Berlin

London

Rates aren’t really falling, are they?

A few weeks ago I had an e-mail from a translation bureau based in the Netherlands. I had never worked for them, although, from the look of their website, they may well be a large and well-established bureau. The gist of the mail was that since “many of their freelancers had already offered to work for lower prices in the light of the global financial crisis”, or so they claimed, perhaps I would like to do the same.

I have now heard from a number of sources confirming the rather unsurprising suspicion that the GFC is having a significant, negative effect on the freelance translating trade. It could hardly be otherwise. And yet I see no reason to start doubting the accepted wisdom that translations are not primarily sold on price. Of course, anybody can price themselves out of the market, and I dare say that in a tighter financial climate this mistake is easier to make. Surely, however, the various aspects concerning quality, reliability, trustworthiness and so on are as important as they ever were.

My suspicion is that the agency concerned was simply trying to take advantage of the current situation to exert downward pressure on translators’ rates. They are, after all, in business, and there is nothing particularly wicked about that.
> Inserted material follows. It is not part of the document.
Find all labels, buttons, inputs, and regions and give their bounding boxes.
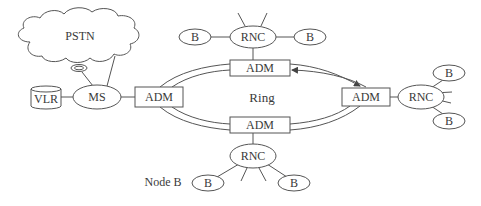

I rather doubt, however, whether there would be many of us who would now say that they first noticed a drop in demand over the last six or twelve months, then compensated for that by dropping fees, and now find themselves as much in demand as they were, say, in the first half of 2008. This would, it seems to me, imply that the translation market is as responsive to price as the retail markets for petrol or sliced white bread. That seems unlikely, but I’d be interested to hear from anybody who wants to argue that I am wrong.